Thursday, May 15, 2025

Socom Commander Says Taliban Aren’t Counterterrorism Partners in Afghanistan

“I don’t see them as a partner — I’ll just be frank,” Army Gen. Richard D. Clarke, commander of U.S. Special Operations Command, said Friday at the annual Halifax International Security Forum event in Nova Scotia, Canada. “I think we have an interest from the U.S. perspective that the ISIS threat that is in Afghanistan is disrupted, that it can’t roost so that it could actually affect one of our nations. But I wouldn’t, as we look at the Taliban, I don’t think they’re an entity, today, that should be … a counterterrorism partner.”

That doesn’t mean that the U.S. or its allies are without recourse should threats in Afghanistan arise that could harm the U.S. homeland or that of allies, Clarke said. The U.S. and its allies have options they’ve developed over 20 years of war.

“We built up amazing counterterrorism capabilities over the last 20 years,” he said. “Some of those capabilities can still be used in Afghanistan today.”
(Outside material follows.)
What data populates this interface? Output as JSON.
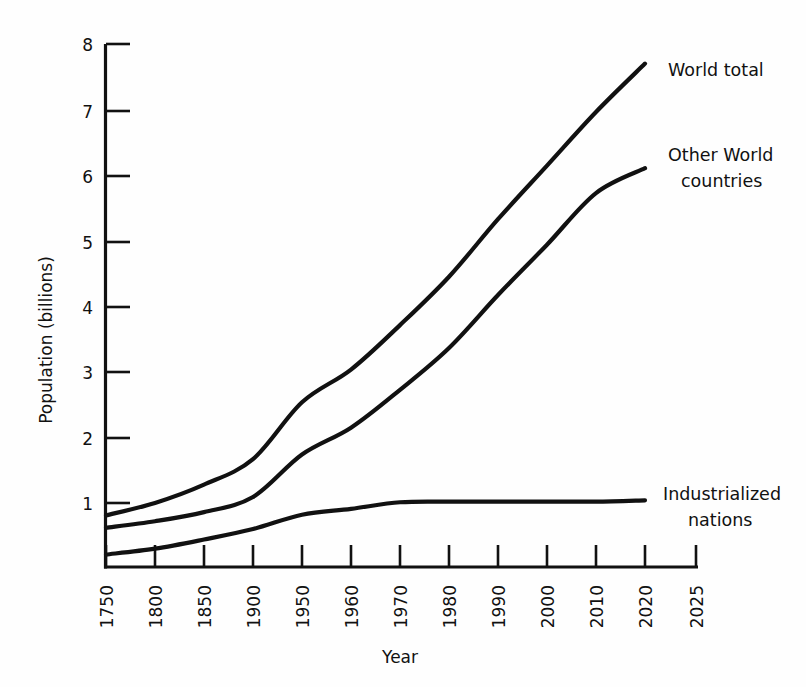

Clarke said those capabilities involve working with partner Afghans who still remain in Afghanistan and also working with regional allies as well.

There are also embassies in Afghanistan that have insight into what’s going on, and there are other intelligence assets that the U.S. can rely on as well.

“The most important thing for us in Afghanistan is to ensure we understand the intel picture of where [the] ISIS-K that exists there today actually is, and if it becomes such a threat that it could come back to the United States or could come to one of our allies and partners — we’ve built up capability,” he said. “We can go to where the enemy is. We’ve proven that time and time again with the counterterrorism forces that all of us have built up.”

The U.S. has said that it retains over-the-horizon capabilities that can be used in Afghanistan, even if it doesn’t have a presence on the ground. Clarke said it’ll be tough, but not impossible, for the U.S. military to accomplish the things it might be asked to do without boots on the ground.

“It’s going to be harder. Anytime you have physical presence on the ground, it stimulates the enemy forces — you see and sense, you’re with partner forces,” he said. “It is going to be harder. However … the unique capabilities that we’ve built with airborne unmanned aerial vehicles, presence with Afghan partners, the ability to talk with them and continue to work with allies — it’s going to be what we’re going to continue to do. While hard, we’ve done hard, and we can do hard, and we’re going to continue to persist.”

Clarke also said the special operations community has realized that it can’t always be the answer — that others are capable and must also be part of solutions. This is different, he said, than the way special operations were used immediately following 9/11.

“At a certain point after 9/11 — if any group raised their hand and said ‘I’m part of al-Qaida,’ or … ‘I’m part of ISIS,’ we generally would send special operations teams to that location to try to disrupt or defeat, and found that that’s not a sustainable approach,” he said, adding that the special operations community must now prioritize where it responds.

Now, he said, it’s important to work more closely with other capable communities to see who is best able to respond.

“What we have to do is work with allies, and particularly indigenous partners from that region, to actually defeat that threat and try to contain it inside their borders, so that it doesn’t, in fact, grow,” he said. “So, we have gone to a more sustainable approach to the counter-VEO approach.”

The answer doesn’t always need to be a kinetic response either, Clarke said.

“It doesn’t always have to be the warhead on the forehead to defeat this, but really, it has to be an entire government approach, and it has to be … ensuring allies and those partner nations are capable to [meet] the threat.”